Scaled minmax threshold estimation

To tackle the thresholding problem, we took a different approach. The idea is that you learn from past data what a good threshold looks like. Imagine you have a model that predicts your metric, the deviation from the actual metric can look like the graph below. If you want to apply this reasoning to the output of the anomaly score of RRCF, you can ignore the negative values in the examples that follow.

The blue line represents past deviations from the measurements. Green data points show the new deviations we’re trying to evaluate with our anomaly detection model. As you can see in the graph above, these green points are considered perfectly normal.

Over these six days, you can see there are two massive spikes in the blue line. If we assume that anomalies occur less than once per week, it’s a safe bet to assume that thresholds at the minimum and maximum of the past week work well, as illustrated in red below.

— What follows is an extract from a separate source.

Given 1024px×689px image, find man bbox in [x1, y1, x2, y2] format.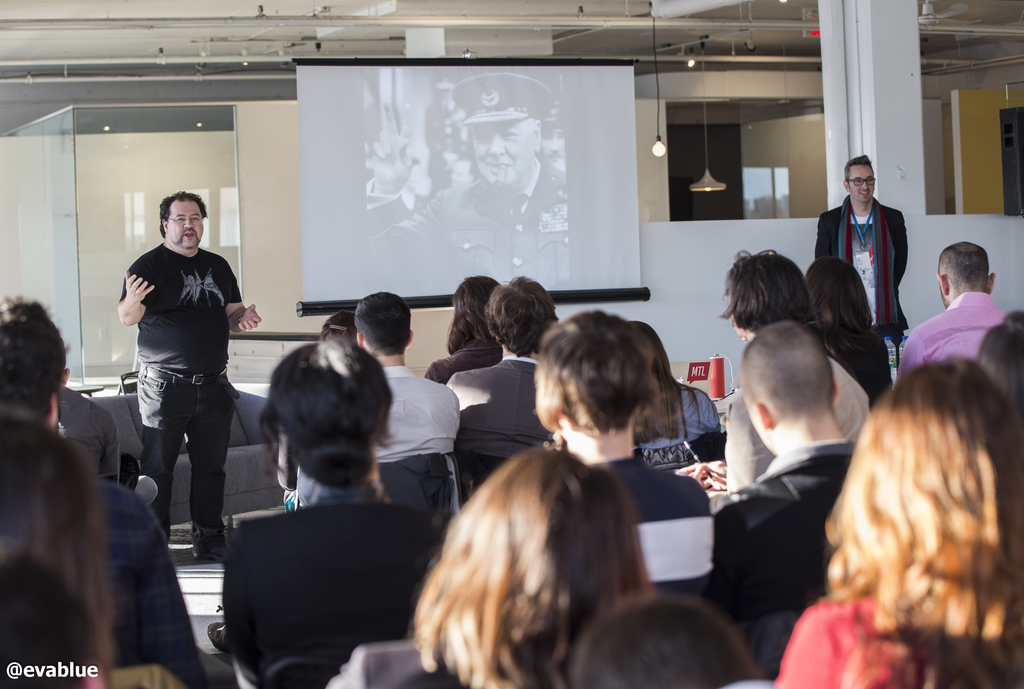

If we measure a new deviation from the predicted measurement of 0.75, we see that this approach doesn’t result in a detected anomaly. Using a statistical approach with three standard deviations will give you the purple line, as shown above, and a threshold at 0.4. That is not the desired behavior, and it explains why so many false positives are present when using this approach.

But this approach also has its limitations. Imagine you measure a deviation of 0.85. As illustrated in the graph below, this triggers the detection of an anomaly.

To avoid this, simply increase the boundary set. In practice, we noticed that increasing the boundary by 50% - or multiplying the boundary by 1.5 - gave us the best results. The reason for this is that only significantly larger deviations than past deviations trigger an anomaly.

The example below illustrates the effect of applying a scaled threshold. A deviation from the predicted measurement of 1.3 triggers an anomaly, and deviations of everything below 1.2 don’t.

But if you have 3 data points, instead of just 1 that is significantly higher. You can apply the aggregation methods described in the previous blog post, such as the low pass moving average illustrated below (with a forgetting factor of 0.9).

As you can see, this shows you can detect this anomaly after the second value even though this value was below the threshold in the previous example. That means combining the thresholding discussed here with the data aggregations method from the previous blog post allows you to catch more anomalies faster, without getting the false positives experienced with statistical methods.

In our experience, we got the best result by using the past eight days as history. That ensures you have each day of the week in your model and provides a bit more stability to allow for any holidays.

Since we typically use eight days of past data as history, it’s not possible to detect two anomalies in the same week. After an anomaly, it takes at least eight days before you can detect a similar anomaly. We are experimenting with methods to avoid this. The best solution we’ve found so far is to let our DevOps team acknowledge anomalies, so we can ignore them in our models. We are also experimenting with forgetting factors for these boundaries, but with no luck so far. We’ll let you know if we find something that works in another blog post.

Conclusions

In this blog post, we shared the approach we use to set thresholds for our anomaly detection model. For predictive anomaly detection methods, we use deviations from the prediction as an input signal. That ensures we can use time-series prediction methods to capture seasonality, but we don’t have to deal with the seasonality when determining the ideal boundaries. For methods that return a score like the RRCF method, use that as an input for this algorithm. We achieved our best results in practice by setting the detection thresholds to 1.5 times the maximum (and minimum) deviation measured.